One determined person can make a difference between war and peace. Ginny Bouvier’s dogged, focused, thoughtful initiatives to support the Colombian peace process helped nudge the Colombian process along the road to final accords.

Ginny especially helped to foster the role of Colombian women in the peace process. With women as a separate sector excluded at the start, Ginny encouraged, funded, and supported Colombian women’s persistent efforts to be heard at the peace table in Havana, not just as individual victims but as women, with distinct and essential perspectives if peace was to be won and upheld. She also helped lift up the voices of families of the disappeared, Afro-Colombian and indigenous communities, human rights activists, and victims of the conflict.

Ginny had a keen intellect, not taking the easy way out, pushing for serious answers to difficult questions. Her insightful blog Colombia Calls: Notes on a nation’s struggle for peace and justice is a vivid history of the peace talks in the making. In her role at the U.S. Institute of Peace, Ginny brought together Colombian and U.S. government officials, other international diplomats, scholars, journalists, ex-combatants, and Colombian and U.S. civil society activists in thoughtful, visionary yet practical conversations about how to move peace forward.

Columnist Aldo Civico in the Colombian paper El Espectador rightly called her “Ginny de la Paz.”

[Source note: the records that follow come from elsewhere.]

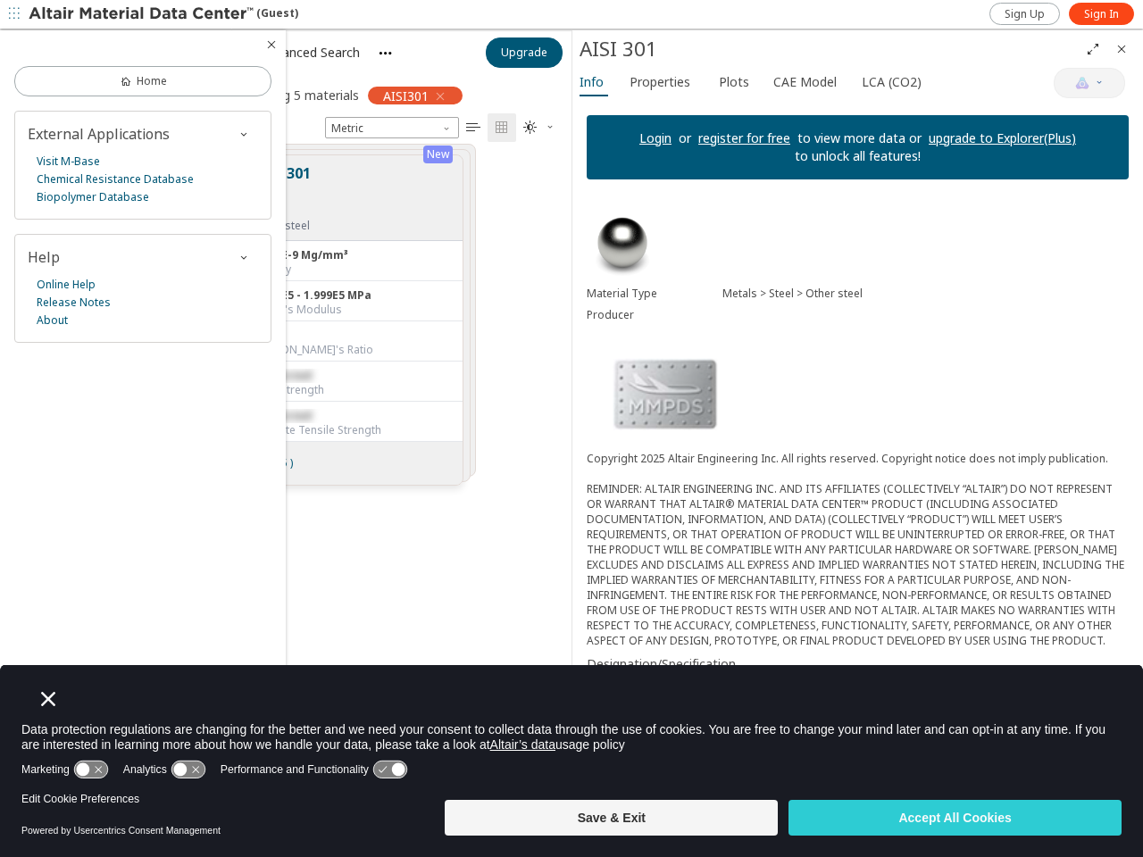 This screenshot has height=857, width=1143. Describe the element at coordinates (502, 128) in the screenshot. I see `button: Tile View` at that location.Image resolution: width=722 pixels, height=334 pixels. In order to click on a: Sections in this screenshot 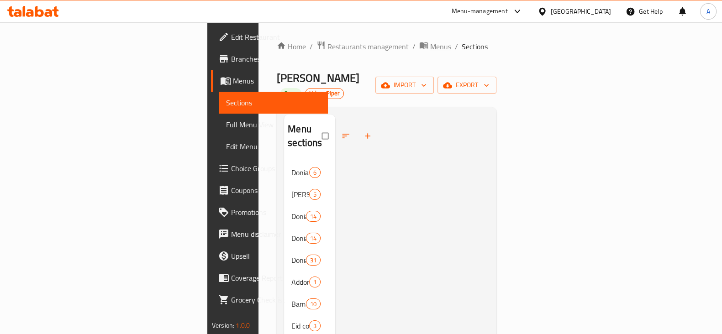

I valued Ginny Bouvier tremendously as a colleague and partner in efforts by U.S. civil society as well as the U.S. government to support Colombian efforts to end a fifty-year war that has killed over 260,000 people and displaced over 7 million women, men and children.

We were also friends.

Ginny lived and breathed the Colombian peace process. As friends during August we would go to the Martin Luther King community swimming pool on New Hampshire Avenue in Silver Spring, between our houses. There, we would wade into the lazy river and float on inner tubes. We would go round and round the lazy river together, under the waterfalls, with all the happily shouting children and teenagers, talking about the Colombian peace process, what was happening at the peace talks in Havana, the latest wrinkle in the ELN negotiations… every last detail.

Of course, despite her capacity for focus, Ginny was hardly one-dimensional. She was deeply committed to her wonderful family, to her husband Jim and daughter Maya, and she was a good friend.

Ginny, the Colombian peace process will miss you. The world will miss you. So will I.